Here is a clip from 60 minutes. https://www.cbsnews.com/news/rising-rent-prices-60-minutes-2022-03-20/
This just aired a couple of weeks ago. Look who is buying up the starter home market. Investment firms!!!!! Companies like Tricon. An investment firm who, when a “starter house” or a “fixer-upper” come on the market, they swoop in with all cash offers and buy up houses at a rapid pace. They own more than 30 THOUSAND properties! And they charge more for rent than previous market rent value once they do their “spit shine” fix on the property. Who is Tricon? Well, they are a housing investment firm who is worth over 8 billion dollars in assets, and who, coincidentally, (not), was just bought out by Blackstone.
Blackstone was founded by Blackrock. You remember Blackrock from a few days ago, right? The trillion dollar investment firm who owns more assets than any other company, aside from maybe Vanguard? The company that owns most of our pharma, media, and financial institutions? The company that has many members on the WEF board? The company pushing as hard as Klaus and Yuval for the “great reset”. The company that advocates “you will own nothing and be happy”. So this is a great “real life” example of how the World Economic Forum tentacles into the housing market. Blackrock (WEF evil spawn) created Blackstone. Blackstone invested in and then bought out Tricon. Tricon is paying cash for all the starter homes they can. So this does two things: 1, they buy all the existing starter homes on the market, and 2. They set the price of what a starter home will sell for. They have unlimited cash to buy anything they want. The average buyer cannot compete with that. A new buyer with FHA lending makes an offer. Tricon comes in with an all cash, short escrow, waive appraisal offer. You as the seller, which option would you take if you had NO KNOWLEDGE of how dirty Tricon/Blackstone/Blackrock are? Well of COURSE you would take the all cash short escrow option! Your realtor would thump you upside the head if you DID NOT take that cherry of an offer! So the consequence is a first time homebuyer walks away without a home, and Tricon/Blackstone/Blackrock just got another house they will charge an inflated rental rate for. And that first time homebuyer? They will end up in rental purgatory, renting that same house from Tricon, building zero equity and wealth for themselves, as Tricon continues to chew up and spit out young people trying to buy their own home.

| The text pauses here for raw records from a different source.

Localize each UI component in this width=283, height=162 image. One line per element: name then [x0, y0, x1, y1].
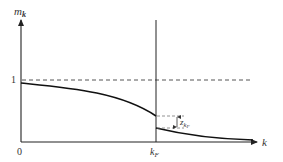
curve-above-fermi — [156, 128, 253, 140]
y-tick-label-one: 1 — [11, 74, 16, 85]
jump-label: zkF — [179, 117, 190, 129]
diagram-canvas: mk 1 0 kF k zkF — [0, 0, 283, 162]
origin-label: 0 — [17, 146, 22, 157]
x-axis-label: k — [262, 136, 268, 148]
fermi-momentum-label: kF — [150, 146, 159, 159]
y-axis-label: mk — [14, 5, 26, 19]
curve-below-fermi — [21, 83, 156, 116]
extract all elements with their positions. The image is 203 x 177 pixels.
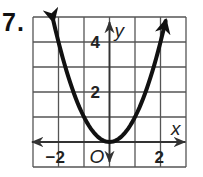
parabola-graph: −2224Oxy [0, 0, 203, 177]
x-axis-label: x [170, 118, 182, 139]
origin-label: O [90, 146, 105, 167]
x-tick-label: −2 [46, 148, 65, 167]
y-tick-label: 2 [91, 83, 100, 102]
y-axis-label: y [113, 20, 126, 41]
y-tick-label: 4 [91, 33, 101, 52]
x-tick-label: 2 [155, 148, 164, 167]
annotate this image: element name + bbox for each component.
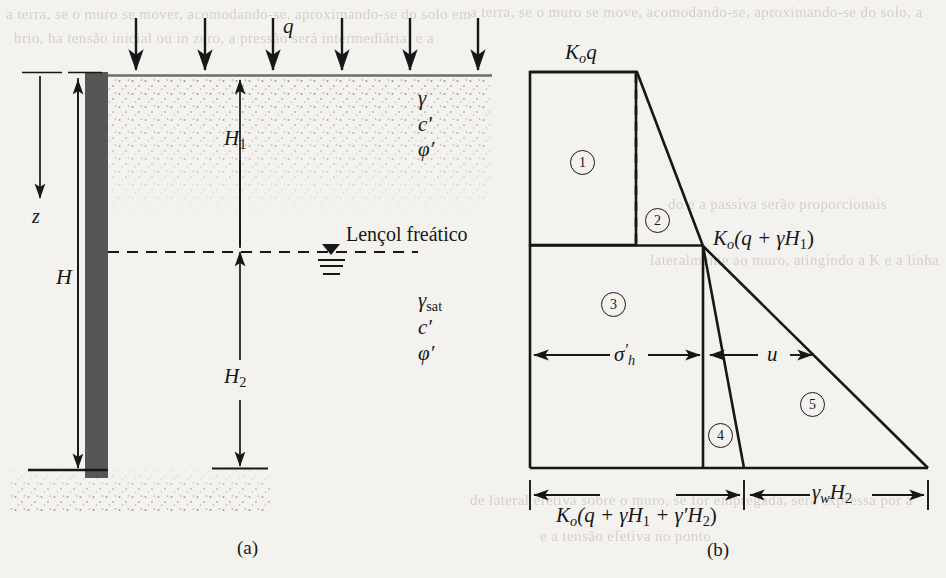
be-sub2: 1 bbox=[643, 513, 650, 529]
panel-b-caption: (b) bbox=[707, 540, 729, 559]
upper-gamma: γ bbox=[418, 86, 434, 112]
region-number-3: 3 bbox=[601, 292, 626, 317]
upper-cprime: c′ bbox=[418, 112, 434, 138]
panel-a-caption: (a) bbox=[237, 538, 258, 557]
mid-K: K bbox=[713, 226, 727, 250]
upper-c-prime: ′ bbox=[427, 112, 432, 136]
lower-phi-prime: ′ bbox=[430, 341, 435, 365]
depth-axis-label-z: z bbox=[32, 206, 40, 226]
h1-sub: 1 bbox=[239, 136, 246, 152]
surcharge-label-q: q bbox=[283, 16, 294, 37]
lower-soil-properties: γsat c′ φ′ bbox=[418, 288, 442, 367]
lower-cprime: c′ bbox=[418, 315, 442, 341]
h2-sub: 2 bbox=[239, 374, 246, 390]
be-K: K bbox=[556, 503, 570, 527]
effective-stress-label: σ′h bbox=[614, 342, 635, 367]
mid-pressure-label: Ko(q + γH1) bbox=[713, 228, 814, 251]
mid-tail: ) bbox=[807, 226, 814, 250]
bw-sub2: 2 bbox=[845, 490, 852, 506]
layer2-height-label-H2: H2 bbox=[224, 366, 246, 389]
region-2-text: 2 bbox=[654, 213, 661, 229]
sigma-sub: h bbox=[628, 352, 635, 368]
upper-soil-properties: γ c′ φ′ bbox=[418, 86, 434, 163]
retaining-wall bbox=[85, 72, 108, 478]
be-rest: (q + γH bbox=[577, 503, 643, 527]
region-4-text: 4 bbox=[717, 428, 724, 444]
upper-phi-symbol: φ bbox=[418, 137, 430, 161]
depth-axis-z bbox=[22, 73, 62, 199]
lower-c-symbol: c bbox=[418, 315, 427, 339]
region-number-2: 2 bbox=[645, 208, 670, 233]
total-height-label-H: H bbox=[56, 266, 72, 288]
surcharge-load-arrows bbox=[136, 18, 478, 70]
soil-texture-base bbox=[10, 466, 270, 512]
h2-base: H bbox=[224, 364, 239, 388]
region-3-text: 3 bbox=[610, 297, 617, 313]
water-table-label: Lençol freático bbox=[346, 224, 468, 244]
upper-phi-prime: ′ bbox=[430, 137, 435, 161]
region-5-text: 5 bbox=[809, 397, 816, 413]
bottom-effective-label: Ko(q + γH1 + γ′H2) bbox=[556, 505, 717, 528]
bottom-water-label: γwH2 bbox=[812, 482, 852, 505]
bw-sub: w bbox=[820, 490, 830, 506]
upper-c-symbol: c bbox=[418, 112, 427, 136]
region-number-4: 4 bbox=[708, 423, 733, 448]
h1-base: H bbox=[224, 126, 239, 150]
ko-K: K bbox=[565, 40, 579, 64]
water-table-symbol bbox=[318, 244, 345, 274]
top-pressure-label: Koq bbox=[565, 42, 597, 65]
region-1-text: 1 bbox=[579, 155, 586, 171]
region-number-1: 1 bbox=[570, 150, 595, 175]
ko-q: q bbox=[586, 40, 597, 64]
sigma-symbol: σ bbox=[614, 342, 624, 366]
figure-canvas bbox=[0, 0, 946, 578]
bw-H: H bbox=[830, 480, 845, 504]
lower-phi-symbol: φ bbox=[418, 341, 430, 365]
pore-pressure-label: u bbox=[767, 344, 778, 365]
mid-rest: (q + γH bbox=[734, 226, 800, 250]
be-tail: ) bbox=[710, 503, 717, 527]
be-rest2: + γ′H bbox=[650, 503, 703, 527]
layer2-height-dimension-H2 bbox=[212, 252, 268, 469]
upper-phiprime: φ′ bbox=[418, 137, 434, 163]
region-number-5: 5 bbox=[800, 392, 825, 417]
lower-gammasat: γsat bbox=[418, 288, 442, 315]
lower-gamma-sub: sat bbox=[426, 298, 442, 314]
lower-c-prime: ′ bbox=[427, 315, 432, 339]
mid-sub2: 1 bbox=[800, 236, 807, 252]
layer1-height-label-H1: H1 bbox=[224, 128, 246, 151]
upper-gamma-symbol: γ bbox=[418, 86, 426, 110]
be-sub3: 2 bbox=[703, 513, 710, 529]
lower-phiprime: φ′ bbox=[418, 341, 442, 367]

This shenanigan isn’t new. Blackrock/Blackstone did the same thing in 2008. They bought up all the short-sell/foreclosure properties, sat on them until the housing market rebounded, and then rented them for inflated prices OR sold them for double what they bought them for.
Classy group, aren’t they. They are working hard to end the American Dream of homeownership for millions of people by buying up the entire starter home market. And charging high rent that makes it nearly impossible for a young starter family to save enough money for a down payment on a house IF they are able to find one. Such a sad situation.